The problem is some of these comments were attributed to Limbaugh, but as far as we can tell they go back to a 2006 book and they're not attributed as quotes.

We're back with the panel. The media, Fred, made a ton about this story; it was on every channel. What about this?

BARNES: It was a horrible libel.

What's missing here, of course, is you mentioned this book where these quotes were, but they didn't have a citation. In other words, Rush Limbaugh said this on this date or in a speech at this time or something. That's what you look for is a citation, and none have appeared, because he obviously didn't say these things.

You know, it tells you something about, I think, not only what liberals and people in the media think about Rush Limbaugh as a conservative, but about conservatives in general, that somehow underneath it all they're racist.

We hear now from a lot of supporters of Obama that those who disagree with Obama and criticize President Obama are racist. That is what it's based on. It's based on racism.

And so look, what has happened to Rush Limbaugh wouldn't have happened to anybody else. It wouldn't have happened to a liberal at all, the way he was immediately jumped on.

And these quotes attributed to him were believed by liberals that he would have said them, that he is pro slavery, that he wanted to give a medal of honor to the assassin of Martin Luther King, Jr. And they believe it.

It really does show what they think of Limbaugh and conservatives, too.

BAIER: John Huberman's 2006 book "101 people who are really screwing up America," the quote or attribution cites, the book cites, Media Matters, a liberal media watchdog group, as the source. Media Matters said to Fox today that they had never posted them and are not sure where they came from. What about all of this, Mara?

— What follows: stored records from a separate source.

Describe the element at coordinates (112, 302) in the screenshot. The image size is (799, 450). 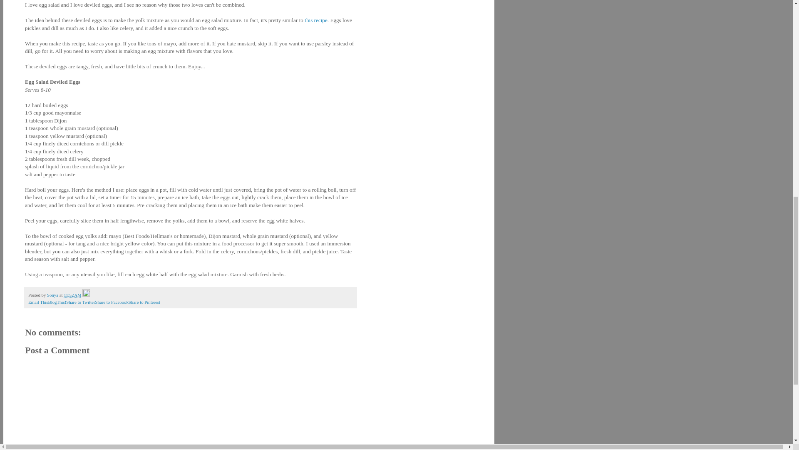
I see `Share to Facebook` at that location.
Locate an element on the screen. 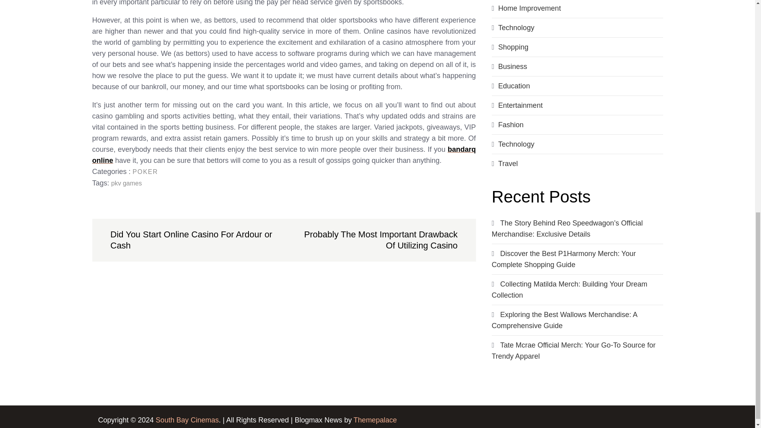 Image resolution: width=761 pixels, height=428 pixels. Home Improvement is located at coordinates (529, 8).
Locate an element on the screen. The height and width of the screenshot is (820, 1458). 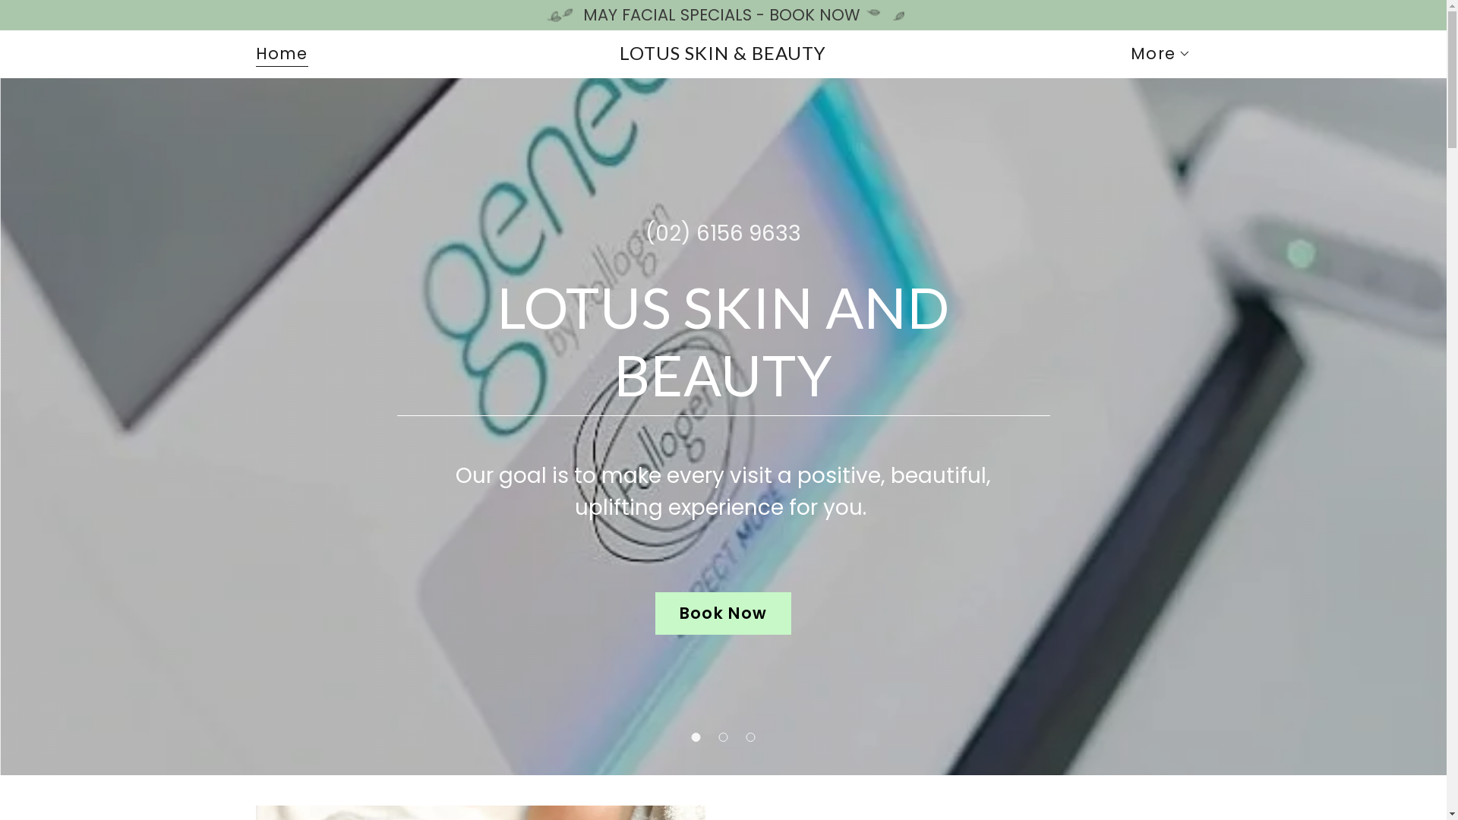
More is located at coordinates (1160, 54).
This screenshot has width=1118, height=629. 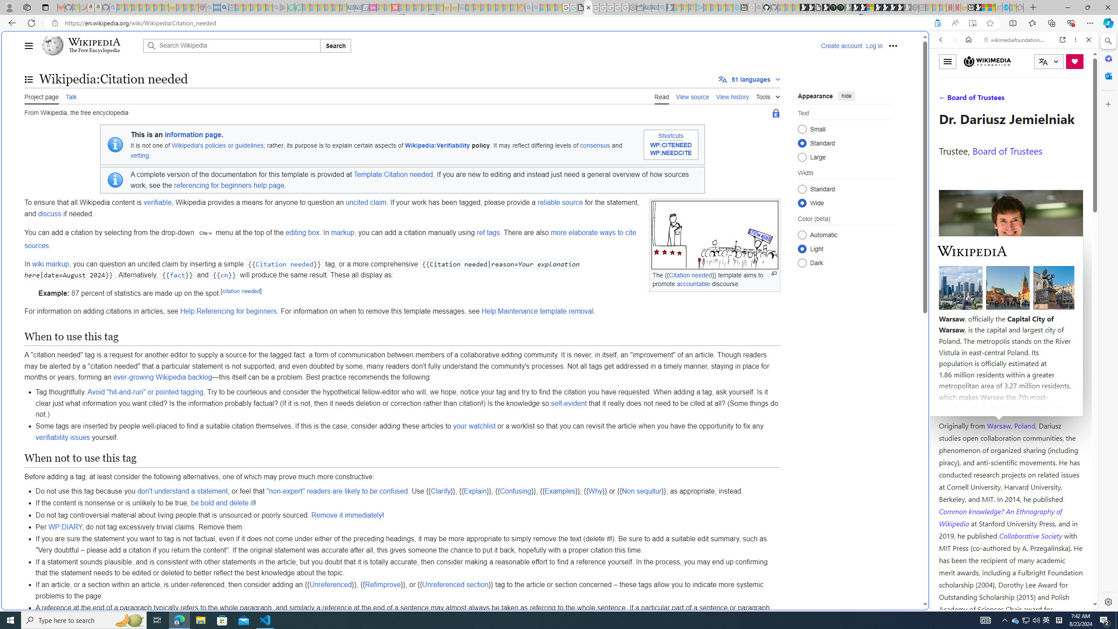 I want to click on Project page, so click(x=42, y=96).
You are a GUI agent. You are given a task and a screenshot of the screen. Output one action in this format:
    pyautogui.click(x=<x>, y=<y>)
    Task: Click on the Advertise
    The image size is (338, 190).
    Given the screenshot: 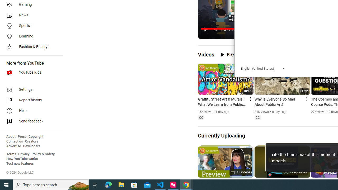 What is the action you would take?
    pyautogui.click(x=14, y=146)
    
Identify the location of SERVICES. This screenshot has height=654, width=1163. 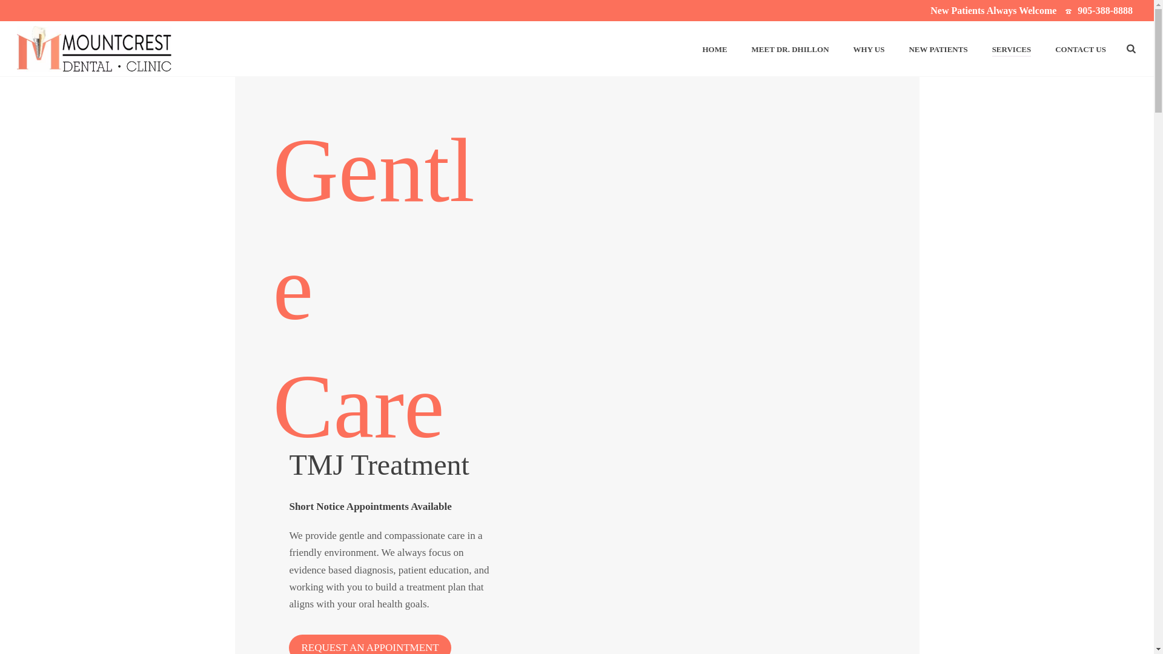
(1011, 50).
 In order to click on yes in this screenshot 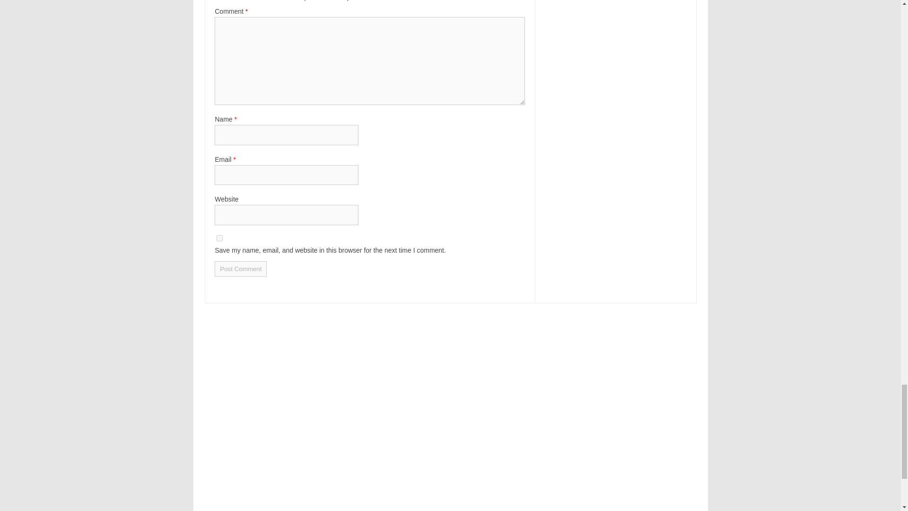, I will do `click(220, 238)`.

KONDRAKE: Look, if you repeat a quote, you should check and make sure it is accurate. It is just about as simple as that. I think there is no excuse for putting stuff on the air that you have no idea where it came from just because you read it in a book, especially book that has no source or citation for it.

And especially because it is Rush Limbaugh, there should even always be tape. You could have probably gone and looked for the audio.

That being said, him being dropped from the NFL group trying to buy that team, I consider is private business matter. If they thought he was too controversial and was going to hurt their chances, that's up to them.

And the controversy, the other thing — I'm not a sports fan. I don't follow football. But the one thing I did learn from doing my research today is that the quarterback, Donovan McNabb, that he disparaged turned out to be a pretty good quarterback.

BAIER: When Limbaugh was an ESPN commentator he called McNabb "mediocre and overrated."

LIASSON: And so the media was trying to pump him up because they wanted an African-American quarterback to succeed, and it turns out he actually succeeded.

BAIER: The media were desirous that a black quarterback do well, Limbaugh said. He later apologized for those remarks what.

Charles, what do you make of this?

KRAUTHAMMER: Which proves Limbaugh isn't a great analyst of talent, but that doesn't make him a racist.

Look, he has been libeled. These accusations, which are truly outrageous, without a basis, broadcast on CNN and Rick Sanchez has apparently not apologized or even withdrawn. He sidestepped and said, well, there are other accusations. That's disgraceful.

And the comment he made about McNabb I don't think makes him any more racist than the comment Larry Summers made about women in the sciences made him a sexist.

And is this all you can pin on Limbaugh who has been on the air three hours a day for 20 years? The total number of words there has to exceed the Bible and Shakespeare combined, and all you got on him is the Donovan McNabb? I think this clearly is a case where a club, the NFL has decided, it does not want an outspoken conservative, and you can't say that. It's obviously about ideologies, so you blame it on racism, which is a false accusation, and I think they ought to apologize to him.

He doesn't have a right to own an NFL team. It's not a legal case, and they can say no. It's a private club. But it's the wrong thing to do.